The web was born around 25 years ago, and I’ll bet that not long after that researchers began studying how being online changes the human mind. With reports that often included dire warnings.
This recent study is no exception.
To cognitive neuroscientists, Handscombe’s experience is the subject of great fascination and growing alarm. Humans, they warn, seem to be developing digital brains with new circuits for skimming through the torrent of information online. This alternative way of reading is competing with traditional deep reading circuitry developed over several millennia.
Is that something to be alarmed about? Is a “digital brain”, one that has adapted to manage a “torrent” of online information, really all that bad?
I can accept that the process of reading material in analog form is very different from reading a hyperlinked document on a screen. But is one format better than the other? If the “brain is constantly adapting” can’t it learn techniques to do both well?
Our history seems to indicate we can.
The brain was not designed for reading. There are no genes for reading like there are for language or vision. But spurred by the emergence of Egyptian hieroglyphics, the Phoenician alphabet, Chinese paper and, finally, the Gutenberg press, the brain has adapted to read.

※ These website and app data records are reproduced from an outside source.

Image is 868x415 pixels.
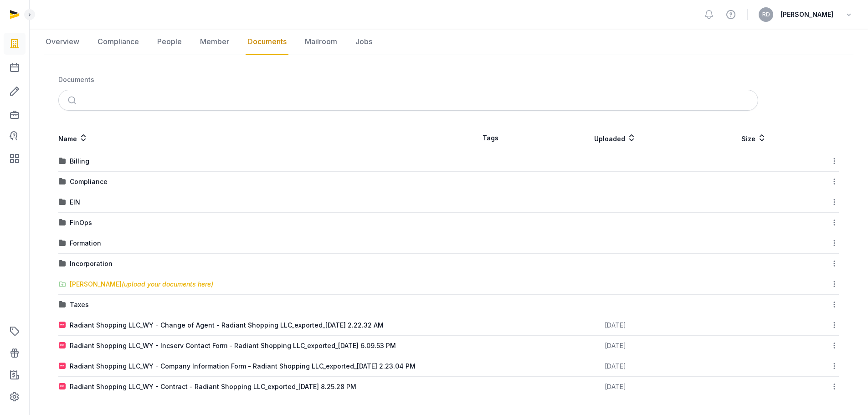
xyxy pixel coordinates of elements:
div: EIN [70,198,80,207]
span: RD [762,12,770,18]
img: folder.svg [59,178,66,185]
button: RD [758,7,773,22]
img: pdf.svg [59,383,66,391]
div: Radiant Shopping LLC_WY - Incserv Contact Form - Radiant Shopping LLC_exported_[DATE] 6.09.53 PM [70,341,396,350]
div: Radiant Shopping LLC_WY - Company Information Form - Radiant Shopping LLC_exported_[DATE] 2.23.04 PM [70,361,415,371]
div: Radiant Shopping LLC_WY - Contract - Radiant Shopping LLC_exported_[DATE] 8.25.28 PM [70,382,357,392]
img: folder.svg [59,240,66,247]
div: Billing [70,157,89,165]
a: Overview [44,28,81,55]
img: folder-upload.svg [59,281,66,288]
a: Compliance [96,28,141,55]
div: Documents [59,75,94,84]
div: Chatwidget [823,371,868,415]
th: Size [699,125,810,151]
a: Documents [246,28,288,55]
th: Name [59,125,449,151]
nav: Breadcrumb [59,69,839,90]
nav: Tabs [44,28,853,55]
img: folder.svg [59,260,66,267]
div: Compliance [70,177,108,186]
img: folder.svg [59,219,66,226]
span: [DATE] [604,321,626,329]
img: folder.svg [59,158,66,164]
th: Uploaded [533,125,699,151]
span: [DATE] [604,342,626,349]
a: Jobs [354,28,374,55]
iframe: Chat Widget [823,371,868,415]
th: Tags [449,125,533,151]
div: [PERSON_NAME] [70,280,214,289]
span: [DATE] [604,383,626,391]
div: Incorporation [70,259,113,268]
a: Member [198,28,231,55]
div: Radiant Shopping LLC_WY - Change of Agent - Radiant Shopping LLC_exported_[DATE] 2.22.32 AM [70,320,384,330]
img: folder.svg [59,199,66,206]
a: People [156,28,183,55]
img: folder.svg [59,300,66,308]
span: (upload your documents here) [121,280,214,288]
span: [DATE] [604,362,626,370]
img: pdf.svg [59,342,66,349]
div: Taxes [70,300,89,309]
div: FinOps [70,218,92,227]
img: pdf.svg [59,362,66,370]
a: Mailroom [303,28,339,55]
img: pdf.svg [59,321,66,329]
button: Submit [63,90,84,111]
div: Formation [70,239,101,248]
span: [PERSON_NAME] [781,9,834,20]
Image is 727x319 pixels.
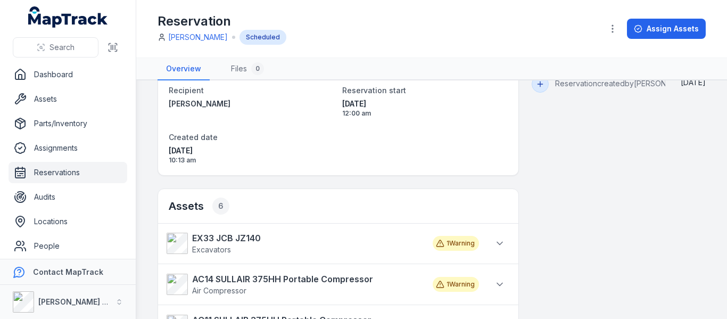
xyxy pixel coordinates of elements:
div: 0 [251,62,264,75]
a: [PERSON_NAME] [169,99,334,109]
a: Reservations [9,162,127,183]
time: 10/15/2025, 12:00:00 AM [342,99,507,118]
div: 1 Warning [433,236,479,251]
div: 6 [212,198,229,215]
div: 1 Warning [433,277,479,292]
a: Files0 [223,58,273,80]
h2: Assets [169,198,229,215]
strong: AC14 SULLAIR 375HH Portable Compressor [192,273,373,285]
h1: Reservation [158,13,286,30]
span: 10:13 am [169,156,334,165]
span: Excavators [192,245,231,254]
span: 12:00 am [342,109,507,118]
a: Locations [9,211,127,232]
button: Search [13,37,99,58]
span: [DATE] [681,78,706,87]
span: [DATE] [342,99,507,109]
strong: Contact MapTrack [33,267,103,276]
strong: EX33 JCB JZ140 [192,232,261,244]
span: Created date [169,133,218,142]
a: People [9,235,127,257]
a: Dashboard [9,64,127,85]
a: EX33 JCB JZ140Excavators [167,232,422,255]
span: Search [50,42,75,53]
a: Assignments [9,137,127,159]
a: [PERSON_NAME] [168,32,228,43]
time: 9/25/2025, 10:13:18 AM [169,145,334,165]
span: Recipient [169,86,204,95]
time: 9/25/2025, 10:13:18 AM [681,78,706,87]
a: Parts/Inventory [9,113,127,134]
strong: [PERSON_NAME] Group [38,297,126,306]
span: Reservation created by [PERSON_NAME] [555,79,694,88]
a: Audits [9,186,127,208]
a: Overview [158,58,210,80]
a: Assets [9,88,127,110]
span: Reservation start [342,86,406,95]
span: Air Compressor [192,286,247,295]
span: [DATE] [169,145,334,156]
button: Assign Assets [627,19,706,39]
a: AC14 SULLAIR 375HH Portable CompressorAir Compressor [167,273,422,296]
div: Scheduled [240,30,286,45]
a: MapTrack [28,6,108,28]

I’ll bet those first examples of written language were not Moby Dick-length novels. Probably more like Twitter-length messages. In fact, it’s only been within the past few centuries that a majority of people in western cultures could even read at all. Prior to that printed materials of any length were usually only consumed by certain educated classes.
Anyway, I’m not sure the work of one researcher with a forthcoming book that “will look at what the digital world is doing to the brain” is reason to panic. In fact, the writer of this article ends with exactly the right approach.
Researchers say that the differences between text and screen reading should be studied more thoroughly and that the differences should be dealt with in education, particularly with school-aged children. There are advantages to both ways of reading. There is potential for a bi-literate brain.